"When were you first aware of Sir Donald Bradman?" I ask.
"It has to be at home," Sachin Tendulkar says. "I must have been around five years old."
I'm interviewing the Indian cricket great for the documentary, Bradman and Tendulkar, for ABC.
Tendulkar was born in 1973 (yes, he will turn 50 in three months).
"And because both my brothers followed cricket, and [my] sister obviously, I had no choice but to listen to their conversation. Parents followed a little bit. Not much," he says.
The Tendulkars lived in the Sahitya Sahawas colony (community) in Bandra East, Bombay (now Mumbai), home to writers and poets.
"But it was actually both my brothers, Nitin and Ajit," he explains.
"They both used to discuss various batters. And during those discussions, obviously, Sir Don's name was discussed."
They talked about Bradman's famous batting average of 99.94 because there wasn't much else to go on in those days.
"Then I remember my neighbour, Mr Gowariker," Tendulkar says.
Sachin Tendulkar was a playful child with good mates, including a boy called Avinash Gowariker, whose father was a cricket lover.
"So I had gone to his house and that's when his father was talking about Sir Don," Tendulkar says. "And he said, 'I've got something really, really precious, a handwritten letter by Sir Don.'"
It was 1979 or 1980. Sachin was seven or eight.
"I'm going to show that letter to you as well."
Tendulkar takes the letter from its envelope.
"I don't think anyone has seen this letter. You can see," he says, pointing to the sender's address. "2 Holden Street [Kensington Park, Adelaide]. This is where I met him in 1998."

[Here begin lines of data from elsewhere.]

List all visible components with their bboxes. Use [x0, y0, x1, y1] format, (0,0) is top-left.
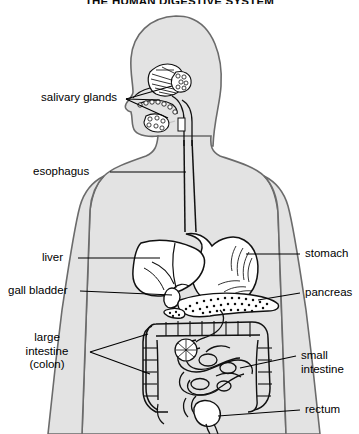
label-small-intestine-line1: small: [301, 349, 359, 363]
label-gall-bladder: gall bladder: [8, 284, 67, 298]
digestive-system-diagram: THE HUMAN DIGESTIVE SYSTEM: [0, 0, 359, 434]
label-pancreas: pancreas: [305, 286, 352, 300]
label-large-intestine: large intestine (colon): [10, 331, 84, 372]
label-esophagus: esophagus: [33, 165, 89, 179]
intestine-detail-circle: [175, 339, 197, 361]
label-stomach: stomach: [305, 247, 348, 261]
label-salivary-glands: salivary glands: [41, 91, 117, 105]
label-large-intestine-line3: (colon): [10, 358, 84, 372]
submandibular-gland: [171, 71, 191, 92]
label-small-intestine: small intestine: [301, 349, 359, 376]
label-large-intestine-line1: large: [10, 331, 84, 345]
label-small-intestine-line2: intestine: [301, 363, 359, 377]
label-liver: liver: [42, 251, 63, 265]
label-large-intestine-line2: intestine: [10, 345, 84, 359]
label-rectum: rectum: [305, 403, 340, 417]
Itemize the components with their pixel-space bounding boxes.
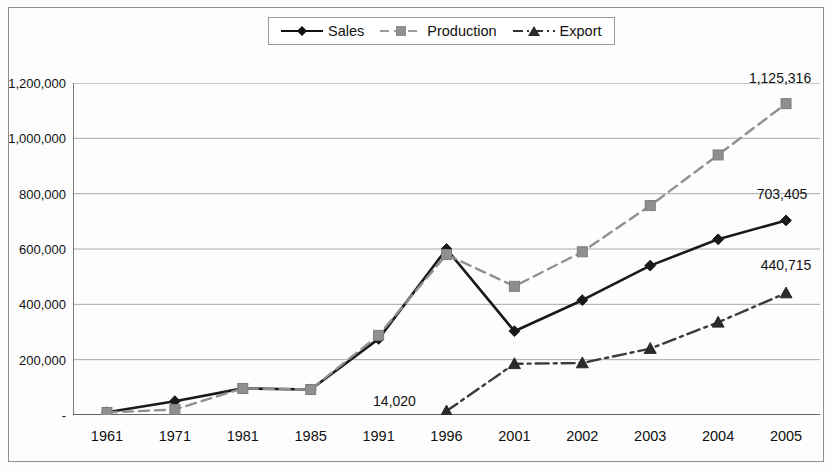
legend-label-sales: Sales xyxy=(328,23,364,39)
x-axis-tick-label: 1991 xyxy=(362,428,394,444)
marker-production xyxy=(509,281,519,291)
y-axis-tick-label: - xyxy=(62,408,66,423)
legend-label-production: Production xyxy=(427,23,496,39)
marker-production xyxy=(781,99,791,109)
legend-key-production-icon xyxy=(380,24,422,38)
plot-area xyxy=(73,83,820,415)
legend-item-sales: Sales xyxy=(281,23,364,39)
y-axis-tick-label: 200,000 xyxy=(19,352,66,367)
x-axis-tick-label: 2003 xyxy=(634,428,666,444)
x-axis-tick-label: 1971 xyxy=(159,428,191,444)
legend-key-sales-icon xyxy=(281,24,323,38)
marker-production xyxy=(102,408,112,415)
y-axis-tick-label: 1,200,000 xyxy=(8,76,66,91)
y-axis-tick-label: 800,000 xyxy=(19,186,66,201)
marker-sales xyxy=(713,234,724,245)
y-axis-tick-labels: 1,200,0001,000,000800,000600,000400,0002… xyxy=(0,0,66,470)
x-axis-tick-label: 1985 xyxy=(295,428,327,444)
marker-export xyxy=(441,405,453,415)
x-axis-tick-label: 2002 xyxy=(566,428,598,444)
x-axis-tick-label: 2001 xyxy=(498,428,530,444)
legend-key-export-icon xyxy=(513,24,555,38)
chart-legend: Sales Production Export xyxy=(268,17,615,45)
data-point-label: 1,125,316 xyxy=(749,70,811,86)
marker-export xyxy=(780,287,792,298)
data-point-label: 14,020 xyxy=(373,393,416,409)
marker-production xyxy=(713,150,723,160)
x-axis-tick-label: 2005 xyxy=(770,428,802,444)
marker-export xyxy=(644,343,656,354)
x-axis-tick-label: 1996 xyxy=(430,428,462,444)
chart-canvas xyxy=(73,83,820,415)
marker-sales xyxy=(645,260,656,271)
data-point-label: 703,405 xyxy=(757,186,808,202)
marker-production xyxy=(238,383,248,393)
chart-figure: Sales Production Export 1,200,0001,000,0… xyxy=(0,0,832,470)
y-axis-tick-label: 600,000 xyxy=(19,242,66,257)
data-point-label: 440,715 xyxy=(761,257,812,273)
legend-label-export: Export xyxy=(560,23,602,39)
marker-production xyxy=(645,201,655,211)
legend-item-export: Export xyxy=(513,23,602,39)
y-axis-tick-label: 1,000,000 xyxy=(8,131,66,146)
marker-production xyxy=(577,247,587,257)
x-axis-tick-label: 1981 xyxy=(227,428,259,444)
marker-production xyxy=(374,330,384,340)
marker-sales xyxy=(781,215,792,226)
x-axis-tick-label: 2004 xyxy=(702,428,734,444)
marker-production xyxy=(306,385,316,395)
marker-production xyxy=(170,404,180,414)
y-axis-tick-label: 400,000 xyxy=(19,297,66,312)
marker-production xyxy=(442,250,452,260)
x-axis-tick-label: 1961 xyxy=(91,428,123,444)
legend-item-production: Production xyxy=(380,23,496,39)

Bradman's writing is friendly but brief. He tells Mr Gowariker he regrets never playing a Test in India (Sir Donald played a series against India in Australia but retired the following year).
The letter also makes mention of Bradman's son, John, studying law, because Mr Gowariker was a lawyer.
"It's a precious thing."
Tendulkar believes the letter reveals Bradman's character.
"It speaks a lot about the person that he was," he says. "You know, playing cricket is important. Yes. And then my father also always told me that [by] playing cricket, people would love you.
"But, you know, what happens beyond cricketing years is also equally important or possibly more important, and that is where the person that you are comes into play.
"This is a reflection of that, you know, that Sir Don cared about his wellwishers, his fans across the globe, and acknowledged their support, their good wishes.
"I mean, now, 52 years down the line, we are showing that letter, we are sharing this with everyone. And that speaks volumes of the kind of person that he was."
"Very few people would understand Bradman's fame," I say. "[But] you know what that feels like."
"Absolutely," he says. "It's a package deal. And a number of people asked me, 'What about your privacy? Do you get any privacy?' I feel, you know, it's a blessing.
"People love you. They wish well for you. I wouldn't compromise on anything. I mean, I think whatever I've received so far in my life, it's a blessing from above.
"I think without all that, life wouldn't have been the same. It gave me the strength to go out and give my best for the country. And then that's all I wanted to do as a child.
"So there are a few people in this world who love doing something. And people actually love watching what they are doing. So for me, that combination worked brilliant."
Someone else who understands fame, albeit a different kind of superstardom, is Tendulkar's boyhood friend Avinash Gowariker, now a renowned Bollywood photographer.
My documentary crew and I visit him in the old Bandra East colony.
"So this is where it all started for Sachin," I say.
"Yes, absolutely this building," he says. "And you know, Sachin always says that he's been very grounded.
"And this is the place which contributed immensely to his journey. The 28 years that he spent here is what made him what he is today — the friends, the families and everyone together."
Avinash Gowariker expands on the story of the letter from Sir Donald Bradman to his father.
"[It arrived] in 1970, just before I was born," he says. "My father was a great cricket enthusiast; he used to live in England in the 60s.
"And he has watched the game with a lot of love and passion. And he's loved it.
"He had reached out to Sir Don with a simple letter, which I would call a classic fan mail. My father was a lawyer and he had beautiful English. And he was a very emotional man.
"So I guess what he wrote, I don't know what he wrote — that I don't have — but my father must have written something emotional to Sir Don that he thought of, you know, replying back to my father."
"It's just a very, very prized possession of my father. And I've kept it [and] the same emotion with me."
Avinash Gowariker never wanted to sell the letter.
"Somebody, somewhere told me that there was a museum being made on Sir Don, and they were willing to buy the letter off my father, but my father didn't part with it. It's too precious for me."
The Bradman Museum was opened in 1989.
Like Tendulkar, Avinash Gowariker sees more than the words on pages.
"What a warm, simple, sweet man he must have been," he says.
"Right at the peak — he's Sir Don Bradman — to write to somebody, a simple fan in India, to write such a warm letter — this is what these guys are about. That's why they become legends."
Bradman and Tendulkar is available to stream via ABC iview.